In the public eye, Meta is particularly unethical. It's a large part of their current downfall. So I don't agree with you that it is a disingenuous point.
facebook tried to provide equal and fair (market driven) access to political influence through their ad-platform; and they will be punished for doing so (see the Cambridge Analytica scandal, and subsequent relentless waves of bad PR against them).
political influence is not open, nor fair, nor market driven. is power driven; and the power is trying to re-assert this harsh truth.
and when I say "the power" I refer to the powerful people and their institutions who can make a political example a lá Julian Assange; the kinds of institutions and secretive traditional societies who can make somebody commit "suicide" in a federal prison; or get somebody in a presidential seat. facebook is in for a rough ride.
powers who would ally with china in secret "in order to better all of society".
powers whose only competence is keeping power, but not making power nor doing anything good with it. powerful institutions (of autonomous self-maximizing money) who know war, and war is what they will use their power for (and whence their power comes).

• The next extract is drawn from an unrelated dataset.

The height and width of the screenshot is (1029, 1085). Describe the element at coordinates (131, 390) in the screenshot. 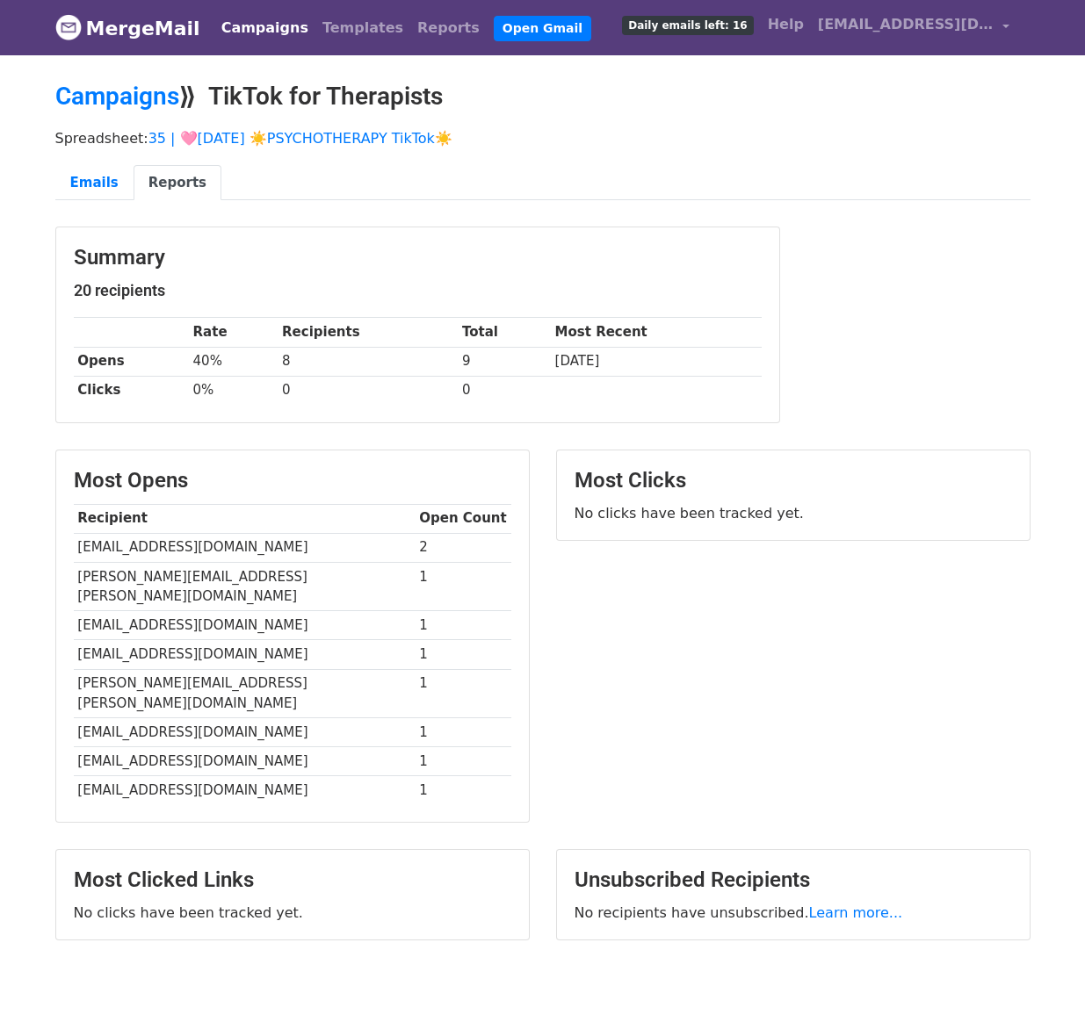

I see `th: Clicks` at that location.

in another point in history I would be meeting some assassins pretty soon for daring to publish this in a semi-public forum. now all I get is dissuaded ("You're posting too fast. Please slow down. Thanks.") and buried in with the noise/spam and the garbage ([shadow]banned).
the "FB as virtues" is an insight I glimpsed through Stratechery's analysis of Facebook's woes [1].
> All news sources are competing on an equal footing; those controlled or bought by a party are not inherently privileged.
> The likelihood any particular message will “break out” is based not on who is propagating said message but on how many users are receptive to hearing it. The power has shifted from the supply side to the demand side.
> on Facebook both small companies and large companies have an equal shot at customers, and both Party insiders and complete outsiders have an equal shot at voters.
so then, apparently democracy is good, justice is good, but everything is better in moderation, including these 'good' things.
the algorithmically driven market made all participants far more equal than they wanted to be; so they decided to destroy it.
In the public eye, Meta is particularly unethical. It's a large part of their current downfall. So I don't agree with you that it is a disingenuous point.